The Moon has been credited with many other influences upon us, malign as well as benevolent. Our words lunacy and lunatic preserve the idea once universally held that moonlight can affect the minds of men; countless wise sayings embalm the belief that the Moon affects the weather; and others, the belief that the planting of various crops, to result in fruitful harvests, must be timed to the right phase of the Moon. These are all superstitions worth as much or as little as Tom Sawyer's method of curing warts. Not one of them has a basis of fact, but they cling tenaciously to men's minds and still influence the actions of some. In a certain region of the San Joaquin Valley, for instance, no farmer, even today, plants his cabbages without first consulting an almanac!
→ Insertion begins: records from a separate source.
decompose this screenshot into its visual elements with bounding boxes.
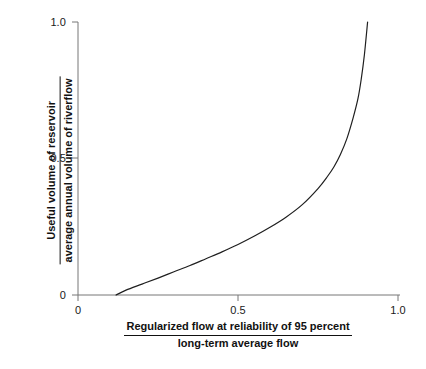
y-axis-title: Useful volume of reservoir average annua… bbox=[45, 30, 76, 310]
y-tick-label-1.0: 1.0 bbox=[34, 16, 66, 28]
x-tick-label-1.0: 1.0 bbox=[378, 304, 418, 316]
x-axis-title: Regularized flow at reliability of 95 pe… bbox=[78, 320, 398, 351]
chart-figure: 1.0 0.5 0 0 0.5 1.0 Regularized flow at … bbox=[0, 0, 426, 369]
x-axis-title-denominator: long-term average flow bbox=[124, 336, 351, 351]
x-tick-label-0.5: 0.5 bbox=[218, 304, 258, 316]
y-axis-title-numerator: Useful volume of reservoir bbox=[45, 76, 61, 264]
data-curve bbox=[116, 22, 368, 295]
x-axis-title-numerator: Regularized flow at reliability of 95 pe… bbox=[124, 320, 351, 336]
plot-area: 1.0 0.5 0 0 0.5 1.0 Regularized flow at … bbox=[0, 0, 426, 369]
y-axis-title-denominator: average annual volume of riverflow bbox=[60, 76, 75, 264]
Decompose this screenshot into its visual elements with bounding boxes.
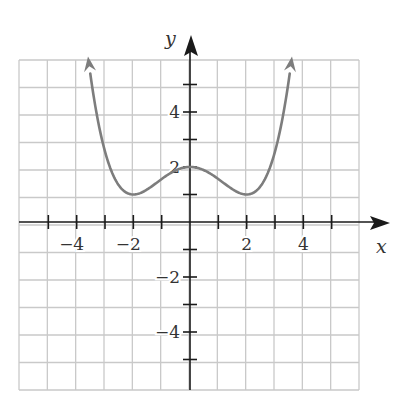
x-axis-arrow-icon [370,216,390,230]
y-tick-label: −2 [155,267,180,287]
curve-arrow-icon [284,57,296,73]
x-axis-label: x [376,235,387,257]
axes [19,35,390,390]
function-graph: −4−224 −4−224 x y [0,0,405,407]
y-axis-arrow-icon [184,35,198,56]
y-tick-label: 4 [169,102,180,122]
x-tick-label: 4 [298,234,309,254]
grid-lines [19,60,359,390]
y-tick-label: −4 [155,322,180,342]
x-tick-labels: −4−224 [59,234,309,254]
y-axis-label: y [164,27,176,49]
curve-arrow-icon [84,57,96,73]
x-tick-label: −4 [59,234,84,254]
x-tick-label: −2 [116,234,141,254]
x-tick-label: 2 [241,234,252,254]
Consider the Moon and the weather. We are told that changes in the Moon's phases—at the quarters, full and new—bring changes in the weather. Now, in the first place, the Moon could only affect the weather by variations in the amount of heat it radiates to us. There is a variation in this respect, it is true, for not only is the illuminated surface at the quarter phase only half that of the full Moon but, because of the rough surface of our satellite, this surface sends far less than half—only 1/9th or 1/10th—as much light and heat as the full Moon. But even the full Moon sends so little that it can have no appreciable effect, in fact it sends only 1/465,000th as much as the Sun. Taking the phases into account, it is found that in 13 seconds we receive as much light and heat from the Sun as we do from the Moon in a whole year! Evidently, then the Moon's heat is quite unimportant to us; a light cloud passing in front of the Sun deprives us of more heat than the Moon ever sends us. In the second place, storm centers travel across the Earth, generally from west to east in our latitudes, and can often be traced clear across a continent, or even half way round the globe in the course of a week or, two. If the storm begins with a change in the Moon at one station, it clearly will not begin with such a change at another station some hundreds of miles east or west of the first one. Finally, records kept at many stations for long periods of time—a hundred years in some instances—show no relation whatever between Moon change and weather change, tho chance coincidences are of course frequently found.